Conoco, owned by the huge US Du Pont chemical group, spent thousands of pounds flying a small group of London-based journalists up to Aberdeen and then to the Sovereign Explorer last Friday, to show them how seriously it took environmental concerns. But one thing the company refused to discuss was whether the rig had found any trace of oil. The 90 crew have been forbidden to comment for reasons of commercial confidentiality.

A lubricating mixture of chemicals and water known as drilling mud is constantly circulated down the hole as the drill bit screws into the earth. The mud comes back to the surface carrying rock cuttings which are then filtered out and dumped into the sea, along with some of the mud clinging to them. These liquids used to contain toxic oils, but they are now water- based and far less harmful to life, says Conoco. Besides, by the time they reach the sea bed half a mile below they are very thinly dispersed.

Two vessels are constantly on station near the floating rig, one a support ship for emergencies and the other for any oil spillages. For much of the time, however, the sea is too choppy to put down floating booms to contain the oil which, in calm conditions could then be sucked up. The vessel carries chemical dispersants to break up any spilt oil, but these would probably only be used for a big spill that had some chance of reaching the coast. For small spills, the best environmental option is thought to be letting them disperse naturally.

Conoco says it has searched for Lophelia, the deep, cold water coral found along the Atlantic frontier which Greenpeace says is at risk from oil exploitation, and on which it based its court case. So far, using side-scan sonar and remote-control submarines with cameras and bright lights, the company has found none of the coral around the Sovereign Explorer.

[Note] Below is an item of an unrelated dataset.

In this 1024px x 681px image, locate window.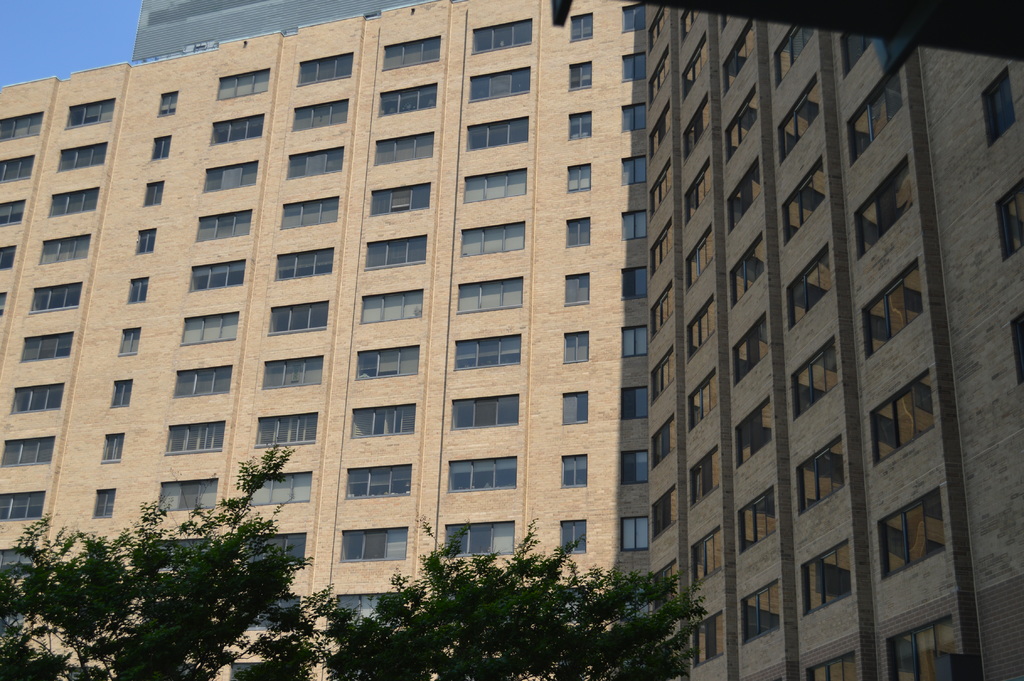
Bounding box: (left=187, top=260, right=253, bottom=295).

But the television pictures reveal plenty of other life swimming and crawling along the muddy, sunless seabed, including a five-ft shark. Dolphins and pilot whales have been seen from the rig at the surface.

As for the dangers of extreme wind and wave, the rig has encountered two gales with wind of more than 70 mph since arriving on station in August. It heaved up and down 30 feet but stayed in place, thanks to eight 12- tonne anchors attached to one and a half miles of chain and cable.

Ian Blood, Conoco's UK head of exploration, accepts that the increasing use of oil and gas was likely to alter climate and that alternatives had to be developed. "They will take their place in the market eventually, 20 to 30 years out," he said. In the meantime, it was up to voters and politicians to decide if they wanted the very significant changes in lifestyles and abandoning fossil fuels involved, he said. "It's not for a company like us to tell the public what to do."